Tokyo (AsiaNews/Agencies) – Japanese author Saou Ichikawa has won the Akutagawa Prize, Japan’s most prestigious award for up-and-coming writers.

Ichikawa, who has congenital myopathy, was recognised for her novel “Hanchibakku” (Hunchback), a humorous work centred on a woman with disabilities, in which she highlights – and sometimes criticises – the privileges of able-bodied people.

The writer is the first person with physical disabilities to win the prestigious literary prize for a novel in which she candidly recounts the frustrations and desires of a woman with disabilities.

Ichikawa was diagnosed with congenital myopathy, an incurable disease characterised by muscle weakness, early in her life, for this reason, she is in a wheelchair and has had to rely on a ventilator since the age of 14.

"I wrote this with the mind that there are not many authors (with severe disabilities) like me," Ichikawa said at the news conference announcing the awards.

“I would like everyone to think about why it is that a work like this became a first to win the Akutagawa Prize in 2023,” said the 43-year-old, a hint to the major, sometimes insurmountable obstacles a person with disabilities encounters in every experience, act and deed in life.
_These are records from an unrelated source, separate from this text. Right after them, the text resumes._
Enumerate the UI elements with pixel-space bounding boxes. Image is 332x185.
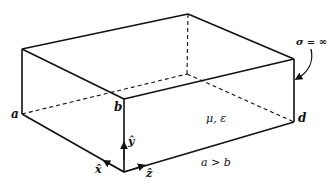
conductor-pointer-arrow — [298, 49, 312, 78]
vertex-label-d: d — [298, 112, 306, 124]
vertex-label-b: b — [114, 101, 122, 113]
vertex-label-a: a — [11, 108, 19, 120]
condition-label: a > b — [201, 157, 231, 168]
medium-label: μ, ε — [206, 113, 226, 124]
conductivity-label: σ = ∞ — [296, 37, 327, 47]
z-axis-arrow — [124, 166, 142, 172]
cavity-drawing — [0, 0, 332, 185]
cavity-diagram: a b d μ, ε σ = ∞ a > b x̂ ŷ ẑ — [0, 0, 332, 185]
x-axis-label: x̂ — [95, 164, 102, 175]
x-axis-arrow — [106, 162, 124, 172]
y-axis-label: ŷ — [128, 136, 134, 147]
z-axis-label: ẑ — [146, 168, 152, 179]
box-visible-edges — [22, 14, 294, 172]
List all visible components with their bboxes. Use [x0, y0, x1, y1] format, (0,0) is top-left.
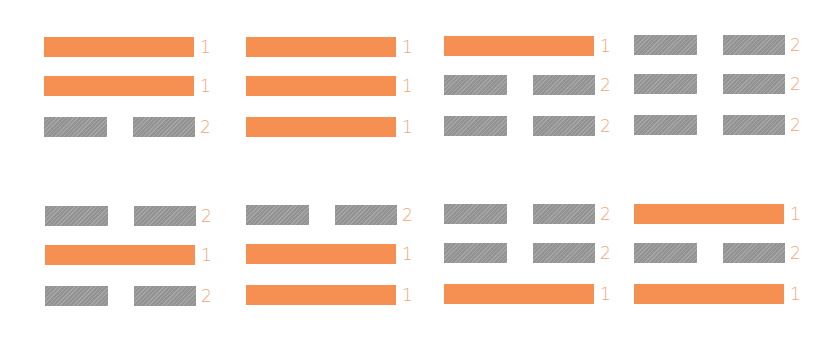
solid-bar [44, 37, 194, 57]
line-value-label: 1 [600, 35, 611, 57]
solid-bar [45, 245, 195, 265]
broken-line: 2 [444, 75, 596, 95]
line-value-label: 2 [200, 116, 211, 138]
solid-bar [246, 37, 396, 57]
line-value-label: 2 [600, 242, 611, 264]
broken-bar-segment [533, 204, 595, 224]
solid-line: 1 [444, 36, 596, 56]
line-value-label: 1 [201, 244, 212, 266]
solid-line: 1 [246, 117, 398, 137]
solid-line: 1 [246, 37, 398, 57]
trigram-3: 122 [444, 36, 619, 140]
solid-bar [246, 76, 396, 96]
solid-bar [246, 285, 396, 305]
line-value-label: 2 [790, 242, 801, 264]
broken-bar-segment [634, 35, 697, 55]
broken-bar-segment [723, 35, 785, 55]
broken-bar-segment [533, 116, 595, 136]
trigram-8: 121 [634, 204, 809, 308]
solid-line: 1 [246, 244, 398, 264]
solid-bar [634, 204, 784, 224]
broken-bar-segment [444, 243, 507, 263]
broken-bar-segment [45, 286, 108, 306]
trigram-7: 221 [444, 204, 619, 308]
broken-line: 2 [634, 35, 786, 55]
broken-bar-segment [44, 117, 107, 137]
solid-line: 1 [634, 204, 786, 224]
trigram-6: 211 [246, 205, 421, 309]
broken-bar-segment [634, 74, 697, 94]
solid-line: 1 [44, 37, 196, 57]
broken-bar-segment [634, 115, 697, 135]
line-value-label: 1 [600, 283, 611, 305]
solid-bar [634, 284, 784, 304]
broken-bar-segment [723, 243, 785, 263]
line-value-label: 2 [790, 73, 801, 95]
broken-bar-segment [444, 204, 507, 224]
broken-bar-segment [133, 117, 195, 137]
broken-line: 2 [45, 286, 197, 306]
line-value-label: 2 [790, 114, 801, 136]
line-value-label: 1 [200, 75, 211, 97]
broken-bar-segment [444, 116, 507, 136]
broken-bar-segment [45, 206, 108, 226]
line-value-label: 2 [600, 203, 611, 225]
solid-bar [246, 244, 396, 264]
broken-line: 2 [444, 116, 596, 136]
broken-line: 2 [246, 205, 398, 225]
trigram-4: 222 [634, 35, 809, 139]
broken-line: 2 [44, 117, 196, 137]
line-value-label: 1 [402, 243, 413, 265]
line-value-label: 1 [790, 203, 801, 225]
solid-bar [444, 284, 594, 304]
line-value-label: 2 [600, 115, 611, 137]
broken-bar-segment [134, 206, 196, 226]
solid-bar [246, 117, 396, 137]
broken-line: 2 [634, 115, 786, 135]
line-value-label: 2 [790, 34, 801, 56]
broken-bar-segment [723, 115, 785, 135]
broken-bar-segment [533, 243, 595, 263]
line-value-label: 1 [200, 36, 211, 58]
broken-bar-segment [634, 243, 697, 263]
solid-bar [444, 36, 594, 56]
broken-line: 2 [444, 243, 596, 263]
broken-bar-segment [533, 75, 595, 95]
line-value-label: 2 [201, 285, 212, 307]
trigram-1: 112 [44, 37, 219, 141]
line-value-label: 1 [402, 284, 413, 306]
broken-line: 2 [45, 206, 197, 226]
broken-bar-segment [444, 75, 507, 95]
line-value-label: 1 [790, 283, 801, 305]
broken-line: 2 [634, 74, 786, 94]
line-value-label: 1 [402, 116, 413, 138]
broken-line: 2 [444, 204, 596, 224]
line-value-label: 2 [402, 204, 413, 226]
line-value-label: 1 [402, 75, 413, 97]
broken-bar-segment [134, 286, 196, 306]
solid-line: 1 [634, 284, 786, 304]
solid-line: 1 [246, 285, 398, 305]
solid-line: 1 [246, 76, 398, 96]
trigram-5: 212 [45, 206, 220, 310]
broken-bar-segment [723, 74, 785, 94]
broken-bar-segment [335, 205, 397, 225]
line-value-label: 2 [600, 74, 611, 96]
solid-line: 1 [45, 245, 197, 265]
broken-bar-segment [246, 205, 309, 225]
solid-line: 1 [444, 284, 596, 304]
solid-bar [44, 76, 194, 96]
line-value-label: 1 [402, 36, 413, 58]
line-value-label: 2 [201, 205, 212, 227]
solid-line: 1 [44, 76, 196, 96]
broken-line: 2 [634, 243, 786, 263]
trigram-2: 111 [246, 37, 421, 141]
Writer Keiichiro Hirano, a member of the panel that assigned the Akugatawa Prize, stressed that Ichikawa's novel won overwhelming support in the vote for its strength.

“She critically dismantled social norms and etiquette through the use of the protagonist’s difficulties,” he said.

The official award ceremony is set in Tokyo in late August, when the author will receive one million yen prize money (about US$ 7,000).

At the press conference, Ichikawa spoke with difficulty using her thumb to regulate a stoma, a hole in the windpipe that helps her breathe.

On this occasion she talked about the novel’s protagonist, a disabled woman like herself who lives alone in a house, attached to a ventilator.

With irony and humour, she describes herself as someone with a stooped back, a “hunchbacked monster”, detailing her real life and the many hardships she encounters every day, as well as her resentment towards the behaviour of some able-bodied people.

Ichikawa has always been a great reader. Growing up, she spent most of her time at home and had “nothing to do other than read”.

After the age of 20, her dream was having a job that would make her independent, but that was not the case. Eventually, she turned to writing, but gave it up since she did not like what she had written.

She began reading light novels, a popular Japanese genre for young adult books, which give her a new spark. This led to writing a book to help reflect on the topic of disability, but also laugh.

In March of this year, she completed a correspondence course at Waseda University’s School of Human Sciences studying how people with disabilities are represented in literature. “Examples were so scarce that (I decided) I should add to them myself,” she said.

"Hanchibakku" is Saou Ichikawa's first work, published in the May issue of Bungakukai, a literary magazine, immediately winning the publication’s Newcomer Award.

The novel is about Shuka Izawa, a woman with a curved spine caused by a congenital hereditary muscle disease, who uses an electric wheelchair and ventilator and lives in a group home where her wealthy parents left her, rarely venturing outside.